Depends of course on the nature of the bug whether it's a good strategy.

alilleybrinker 63 days ago [-]
There's also the Common Weakness Enumeration (CWE), a long-running taxonomy of software weaknesses (meaning types of bugs).

https://cwe.mitre.org/

marginalia_nu 63 days ago [-]
A subcategory of the design flaw I find quite a lot is the case where the code works exactly as intended, it's just not having the desired effect because of some erroneous premise.
readthenotes1 63 days ago [-]
I was such a bad developer that I realized I had to automate the re-running of parts of the system to find the bugs.

Of course, the code I wrote to exercise the code I wrote had bugs, but usually I wouldn't make offsetting errors.

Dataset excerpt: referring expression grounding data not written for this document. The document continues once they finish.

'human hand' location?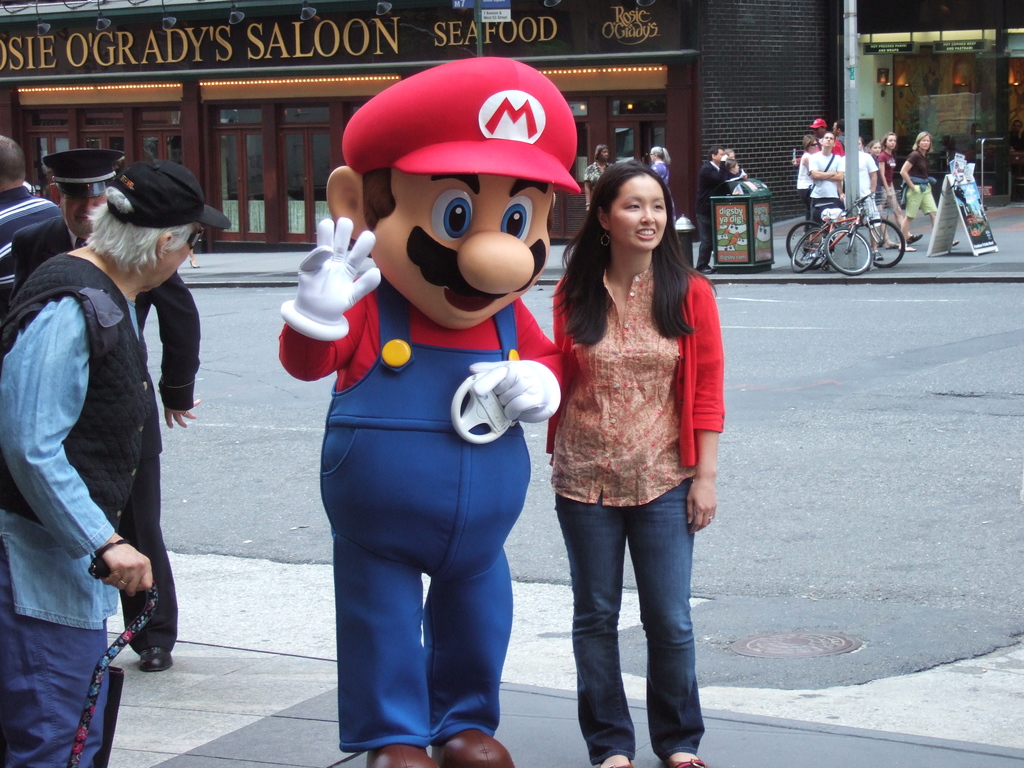
left=838, top=190, right=846, bottom=202
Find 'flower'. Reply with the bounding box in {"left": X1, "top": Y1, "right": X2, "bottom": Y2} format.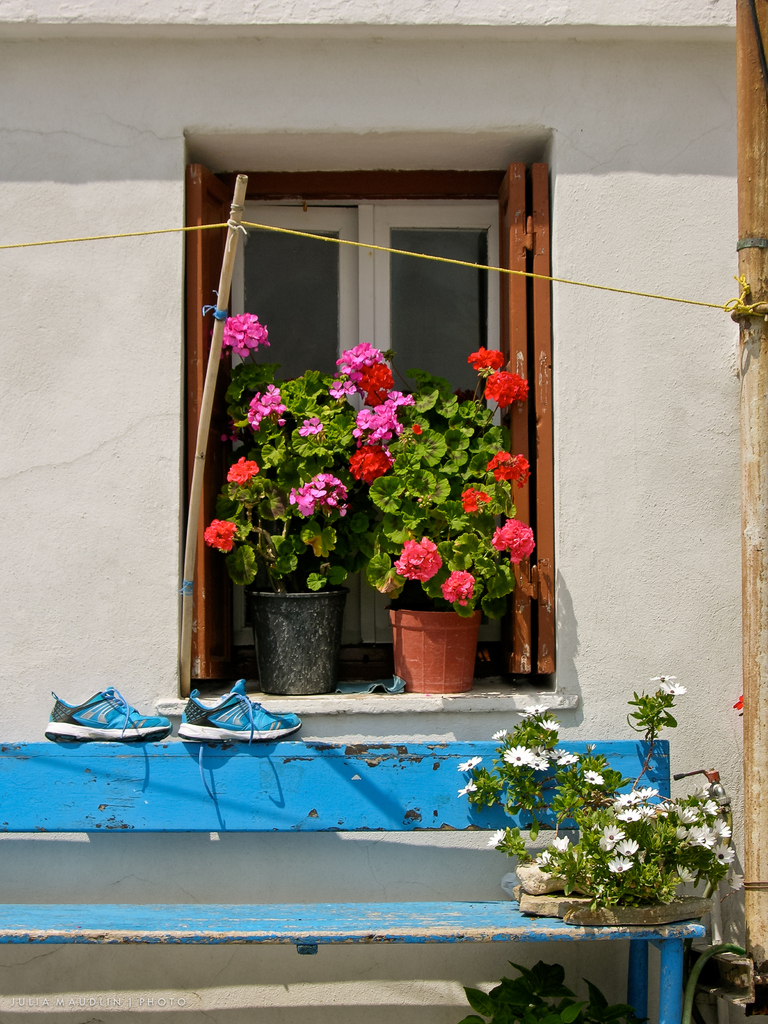
{"left": 298, "top": 417, "right": 321, "bottom": 436}.
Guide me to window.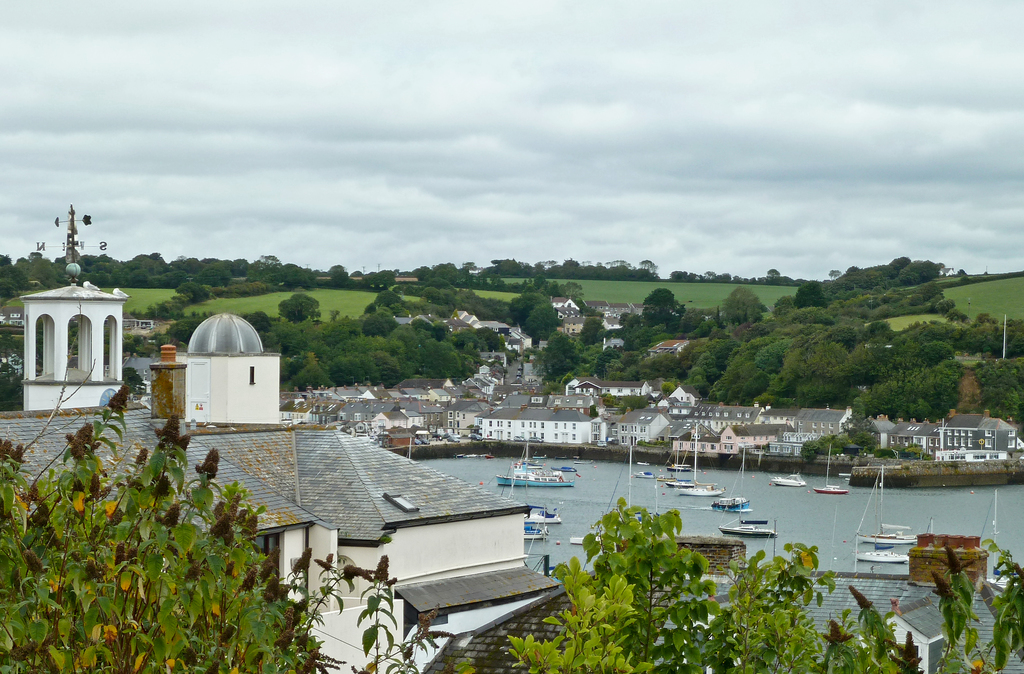
Guidance: (701,412,703,414).
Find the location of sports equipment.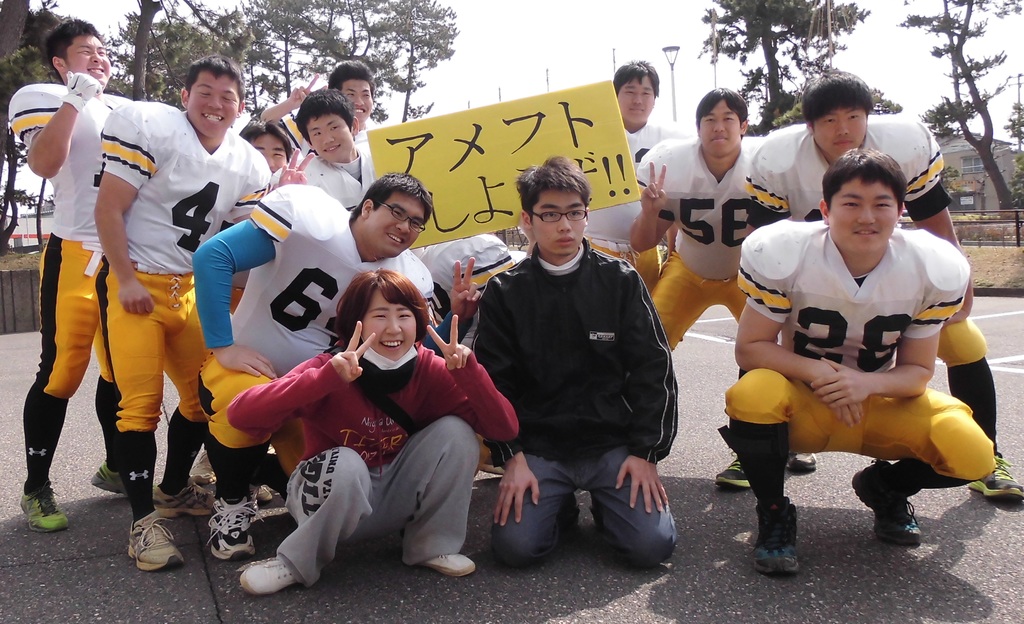
Location: pyautogui.locateOnScreen(125, 509, 184, 573).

It didn't fix all the problems I made, but it helped. And it helped to have the humility when trying to fix code to realize I wouldn't get it the first time, so should automate replication

bheadmaster 63 days ago [-]
> I had to automate the re-running of parts of the system to find the bugs

Congratz, you've independently invented integration tests.

tough 63 days ago [-]
I don't always test but adding a lil test after finding and fixing a bug so you don't end up there again a second time is a great practice
bheadmaster 63 days ago [-]
Congratz, you've invented regression tests.
quantadev 63 days ago [-]
Congrats, you've found someone who failed to invoke a buzzword that you know.

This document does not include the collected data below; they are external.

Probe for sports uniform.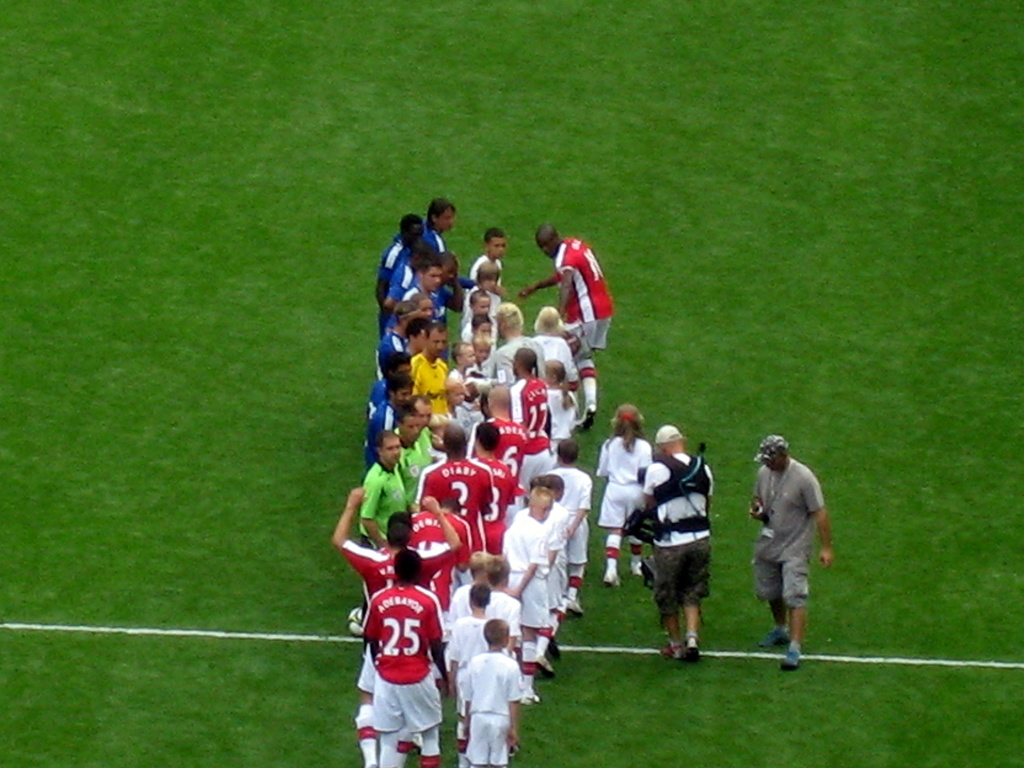
Probe result: 459, 318, 497, 340.
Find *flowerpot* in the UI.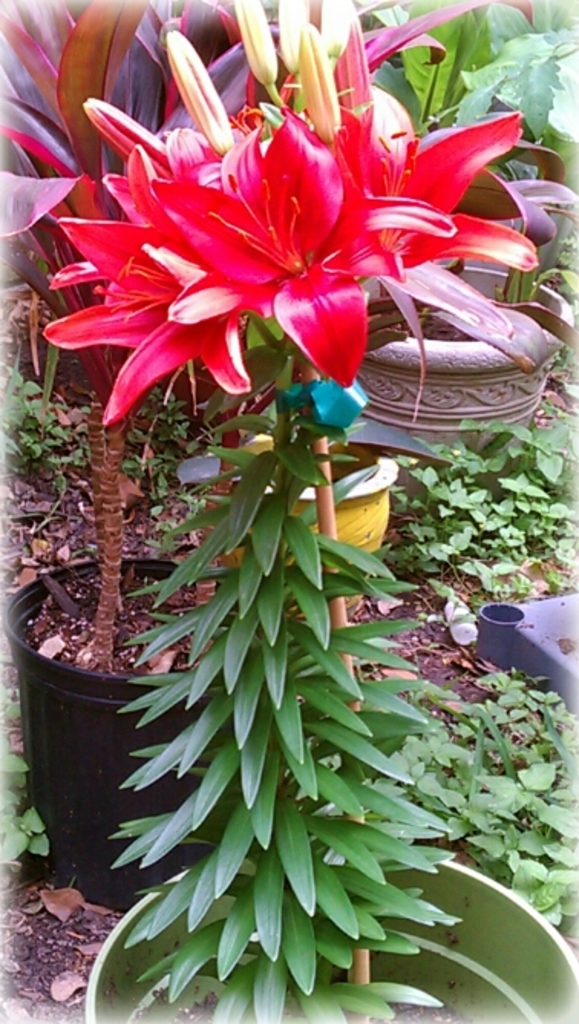
UI element at select_region(233, 432, 398, 616).
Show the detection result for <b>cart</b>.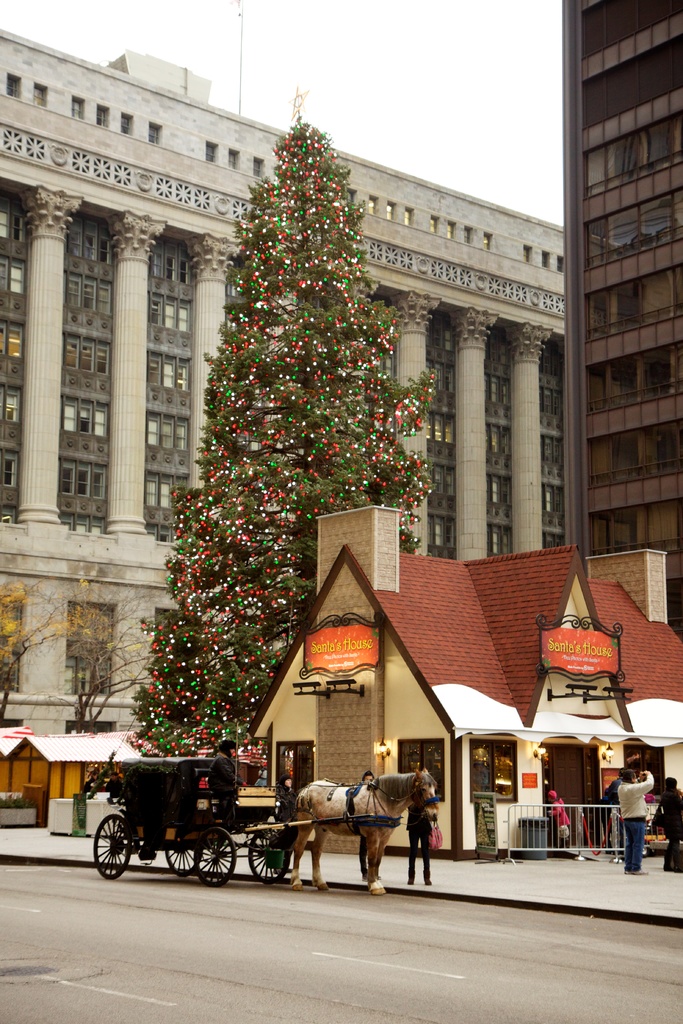
box(92, 753, 395, 889).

EDIT: But Acktshally `the code I wrote to exercise the code I wrote` is a description of "Unit Testing", not integration testing.

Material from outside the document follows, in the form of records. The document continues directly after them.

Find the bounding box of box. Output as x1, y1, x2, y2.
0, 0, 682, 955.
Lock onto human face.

bheadmaster 63 days ago [-]
Unit/integration tests are anything but a buzzword. And my intentions were not to belittle, but to praise.

Some actions simply make so much sense to do, that any sensible person (unaware of the concept) will start doing them given enough practice, and in process they "reinvent" a common method.

quantadev 63 days ago [-]
As far as you knew that guy was aware what Unit Testing was since well before you were born. lol. I'm sure he appreciates all your nice compliments.
readthenotes1 61 days ago [-]
I was aware of unit testing before it had a name ... Desperation is the mother of intervention
quantadev 61 days ago [-]
Yep, I "independently reinvent" the wheel every day I guess, because I, ya know...use wheels.
bheadmaster 62 days ago [-]
Good thing he has knights in shining armor like you to defend him from my nasty insults.
quantadev 62 days ago [-]
Good thing you can admit what you were doing.
bheadmaster 62 days ago [-]
Good thing you can understand sarcasm.
quantadev 62 days ago [-]
but your sarcasm was truthful.
bheadmaster 62 days ago [-]
but it wasn't.
quantadev 62 days ago [-]
Well in that case...Congratz, you've invented sarcasm.
bheadmaster 60 days ago [-]
Congratz, you've invented obnoxiousness.
quantadev 60 days ago [-]
Not "independently reinvented" ?
keybored 63 days ago [-]
> And my intentions were not to belittle, but to praise.

With the stock eyeroll dismissal phrase.

Animats 63 days ago [-]
The Third-Party Bug

Is the party responsible for the bug bigger than you? If yes, it's your problem. If no, it's their problem.